The battlefield stilled.

Even the monsters froze. The Karybdis’s tentacles hung poised above the surf, dripping gore. The Cetus crouched on clawed limbs at the edge of the beach, its maw still slick with the Hydra’s blood. The Skylla rolled in the waves but did not strike.

They stood as if leashed by some unseen tether. Only Theron moved, his sigils still faintly glowing, his gaze fixed coolly on the chaos below, as though he alone had pressed the world into silence.

For a breath, there was only the churn of the surf, the red tide lapping at the bodies strewn along the sand. Then, one by one, Sidon’s warriors let their spears fall. Shields clattered to the ground as knees bent and hands lifted in surrender.

Air rushed into my lungs in a trembling surge as relief loosened my grip on the rail. My knuckles ached from how tightly I’d been holding it.

It was over. Gods, it was actually over.

“Finish them!” Menelaus suddenly roared beside me. “Leave none breathing. Let Sidon learn what it is to defy Sparta!”

“No!” The word tore from me before I could stop it. “They’ve surrendered! You’ve won—end it here!”

A few soldiers faltered, blades suspended mid-strike, their eyes darting toward me as if my voice had broken through the haze of blood.

Menelaus’s head turned slowly, his bulk shadowing me. His eyes crawled over me with disdain, as though I were some pet that had soiled his floor. “Silence,” he hissed. “You speak like a child who knows nothing of war.” His hand flicked out. “Take her away.”

A soldier stepped toward me uncertainly, his grip tightening on his spear.

I straightened, lifting my chin though my stomach lurched. “No. I will stay.” My voice shook, but I forced it louder, steadier. “I will watch. I will see every drop of blood you spill.”

Menelaus glared, his eyes narrowing, but he said nothing. The soldier hesitated, then drew back at the king’s silence.

Achilles and his soldiers surged forward, swords ablaze with furious purpose. Their warped forms glinted, blades dripping crimson, armor dented and seething with the heat of conquest. Sidonian survivors fell like chaff beneath the threshing iron, hacked apart in brutal precision.

The king turned toward Theron, his hand gesturing with the carelessness of a man playing gods and monsters. “Release them.”

Theron grinned wolfishly, the sea breeze tugging at the ends of his dark hair. “My pleasure.”

He lifted his hand and traced three sigils in the air that shimmered white, then blue, then a shimmering gold. I felt the pulse of magic in my sternum, a thrumming chord that didn’t belong to this world.

Below, the beasts reared to life again. The Karybdis’s tentacles smashed into the surf, dragging men from the shallows and slamming them against the rocks until the beach ran red. The Cetus stalked forward on its clawed limbs, scattering soldiers like frightened birds before snapping them up in its cavernous jaws. The Skylla surged close to shore, bursting from the waves with a shriek, its rows of teeth closing on men too slow to run, pulling them screaming beneath the churning water.

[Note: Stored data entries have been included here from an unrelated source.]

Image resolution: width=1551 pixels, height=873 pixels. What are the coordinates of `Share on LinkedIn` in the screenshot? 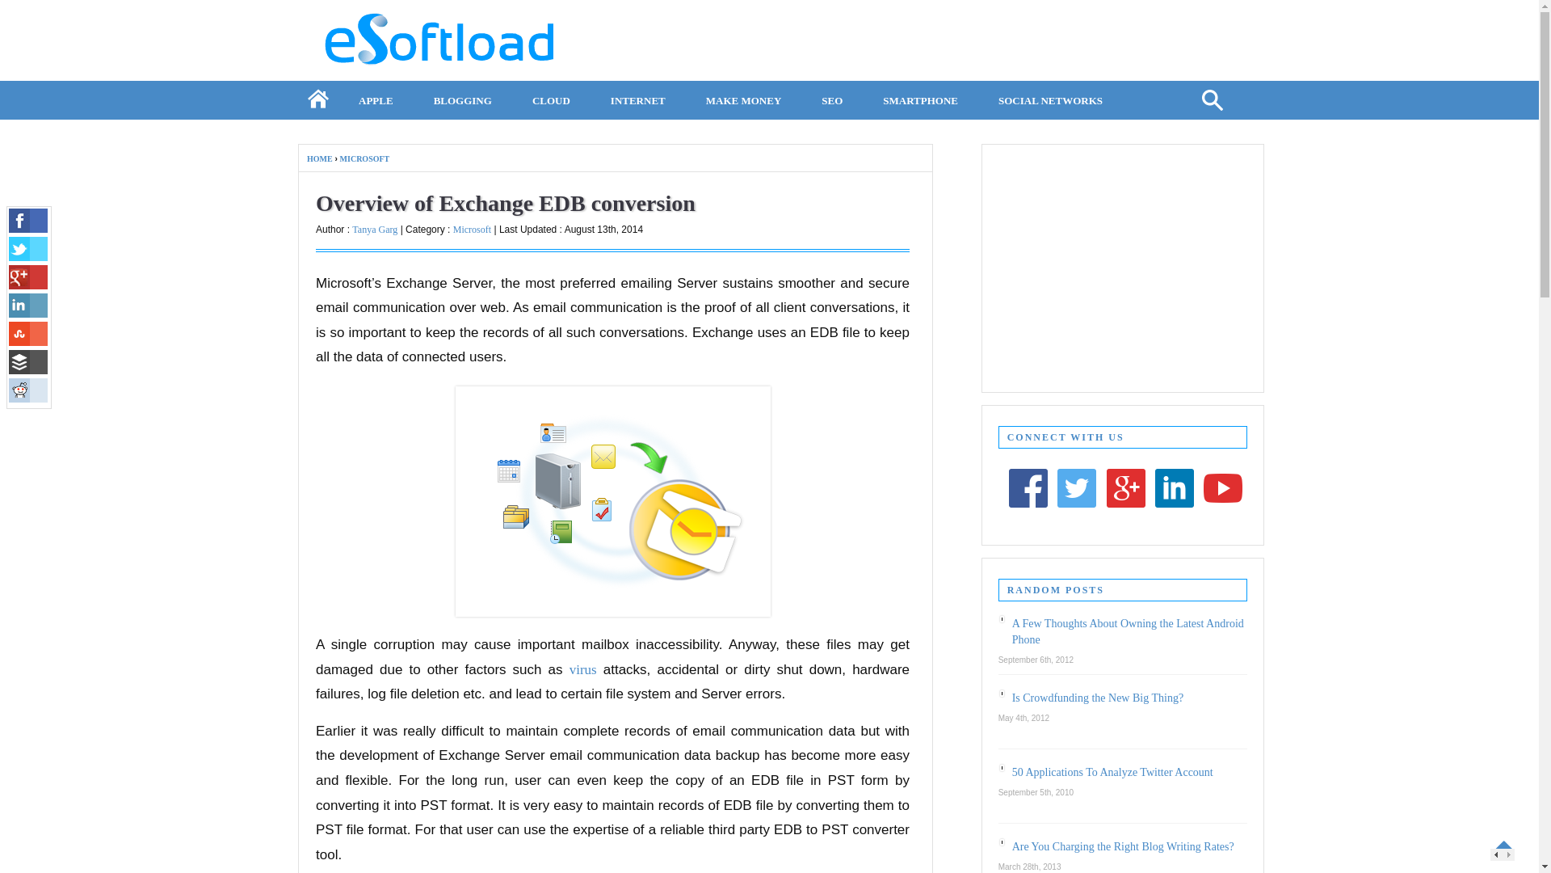 It's located at (28, 305).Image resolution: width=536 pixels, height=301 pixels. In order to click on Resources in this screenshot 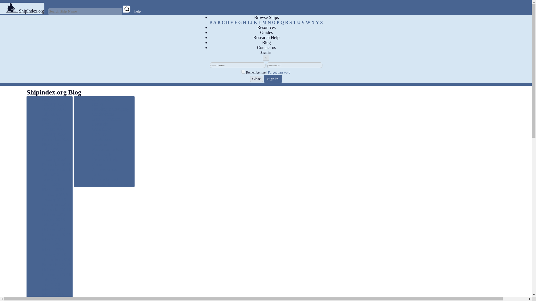, I will do `click(266, 27)`.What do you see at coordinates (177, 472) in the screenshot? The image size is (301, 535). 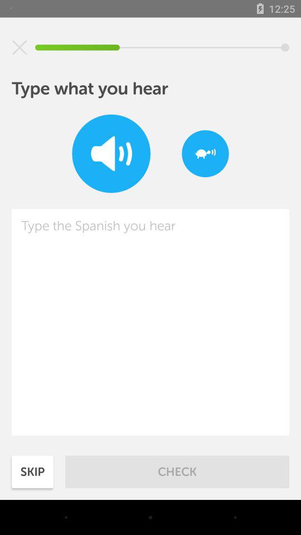 I see `swipe until check icon` at bounding box center [177, 472].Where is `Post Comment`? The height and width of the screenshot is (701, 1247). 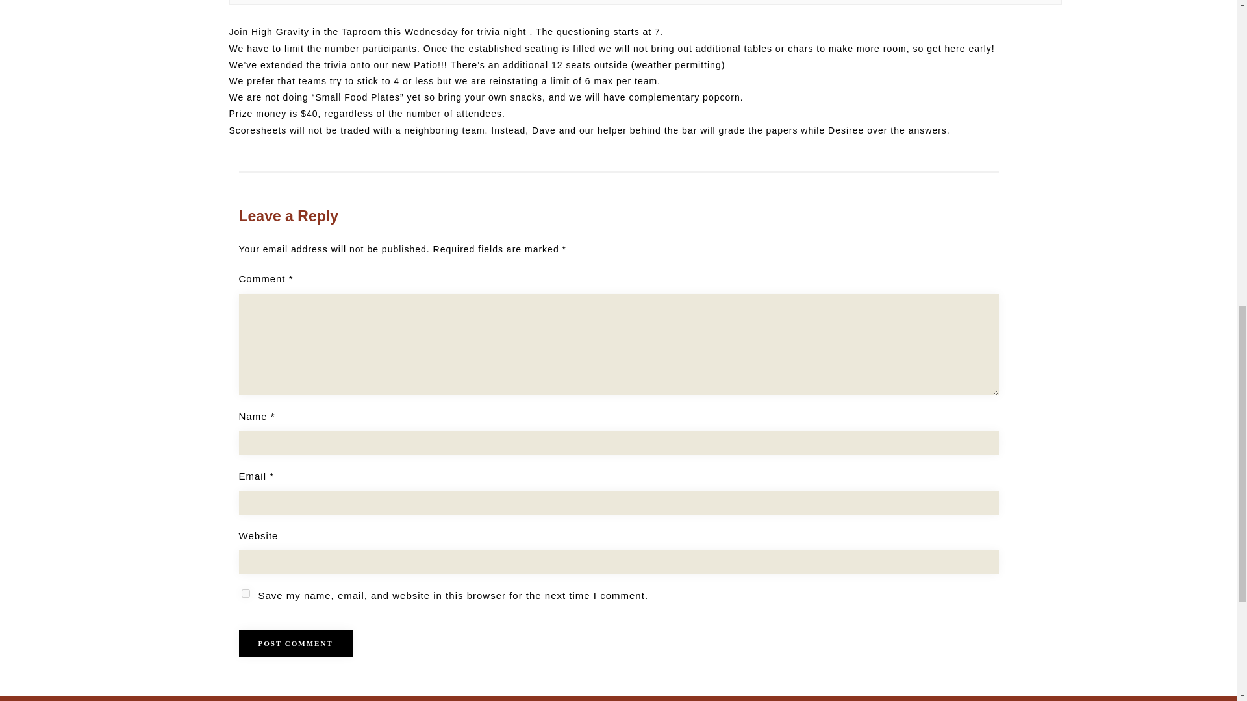 Post Comment is located at coordinates (296, 643).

Spartan soldiers moved among them, finishing the broken ones with harsh, absolute finality. Cries echoed through the smell of iron and seaweed.

My stomach lurched, acid clawing upward as the world seemed to spin. It wasn’t enough to watch the brutality of mortal soldiers. Now the beasts, summoned by whatever sorcery Theron possessed, lanced through the battlefield like curses made flesh.

My vision blurred, the world swimming around me in a haze of red and salt. Despite what I’d said, I tore myself from the railing and staggered into the shadow of the flagstaff where Theron stood, the wood rough against my shoulder as I braced myself. A heave tore through me, then another. Bile burned up my throat, spilling onto the deck in a sour stream. It splattered across the planks, some of it dangerously close to Theron’s sandals. A vicious part of me hoped it had touched him.

But the retching did nothing. The sickness remained inside me, coiled and festering.